The assumption is that with the passing of time we get cleverer. The assumption is wrong. Plato – the great philosopher to some and the great mathematician to others, happened to live over 400 years before the birth of Christ. Leonardo da Vinci – painter, sculptor, architect, musician, mathematician, engineer and geologist was born in 1452. Let’s not even think about the geezer known as William Shakespeare. Is there any writer or scriptwriter or filmmaker today that comes anywhere near the power or invention of this bloke? nightskyIn 1991 two German tourists walking in the Austrian Alps discovered the mummified body of a hunter that dated back 3,300 years or so. Otzi, as he came to be known, was dressed in clothes of extraordinary sophistication – his shoes were waterproof and wide, designed for walking across the snow; they were constructed using bearskin for the soles, deer hide for top panels, and a netting made of tree bark. Soft grass went around the foot and in the shoe and functioned like warm socks. But it doesn’t stop there, his bow and arrows were highly complex, and he had 57 tattoos on his body, which as it happens did not include his girlfriend’s name or that of his favourite football club, but identified various energy points – acupuncture points. Presumably in normal circumstances he was able to do a certain amount of self-healing. With the passage of time we are not any cleverer than our antecedents, but we like to think we are.plantIn the past our forbears had powerful connections with nature. They could read the impending weather from cloud formations, identify the healing or poison content of a plant by communing with the spirit of that plant, and connect with time using various methods either oracular or by changes in consciousness. Above all, our forbears related to the spirits of nature in plants, animals, birds, the weather and music of life going on around them. We have pretty well lost all of this.

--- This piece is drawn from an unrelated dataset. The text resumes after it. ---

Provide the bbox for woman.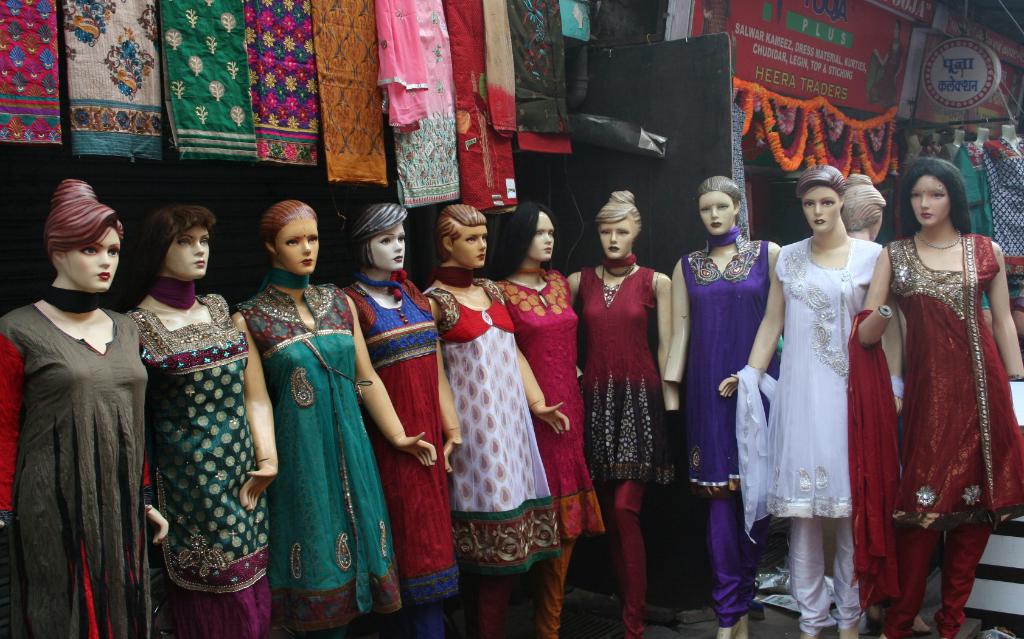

When I warble on about spirit, I have a request… please don’t confuse spirit with religion – as I mentioned before (in another blog) I wrote that spirit is cosmic – religion is manmade. Spirit is nothing to do with spiritualists either, which I never understand, apart from some bloke in a shell suit standing on a platform yelling “is there anybody in the room connected to Blackpool?” When I write about spirit, I think of the energy, the nature, the noise and the unexpected music and movement of the wind, which whether it comes from the North, the South, the East or the West, is as diverse as any four people you might come across – only more so. We are pretty well oblivious to that kind of spirit, unless we find ourselves living with a tribe of people in the Amazon jungle… or dying. Now this is an interesting one. Many people who experience near death experiences – NDEs – come back with a complete fascination with the beauty and poetry of life in all its forms – from butterflies to whales – and not only this, they come back believing and often saying that we need to take much greater care of our planet. Why? P1000649It’s all about connection – the environment is about us, our connection with birds, bees, bears and beetles. So long as we close our eyes and ears to the music, the beauty, the harmony and the inspiration that goes with nature, we will close our minds to the damage we do by poisoning the soil, contaminating the water, fouling the air and filling our planet with the garbage of our materialistic life style. It’s about time we made friends with the spirit of the West wind. It could take a lifetime, but I promise you… if you succeed it will be worth it.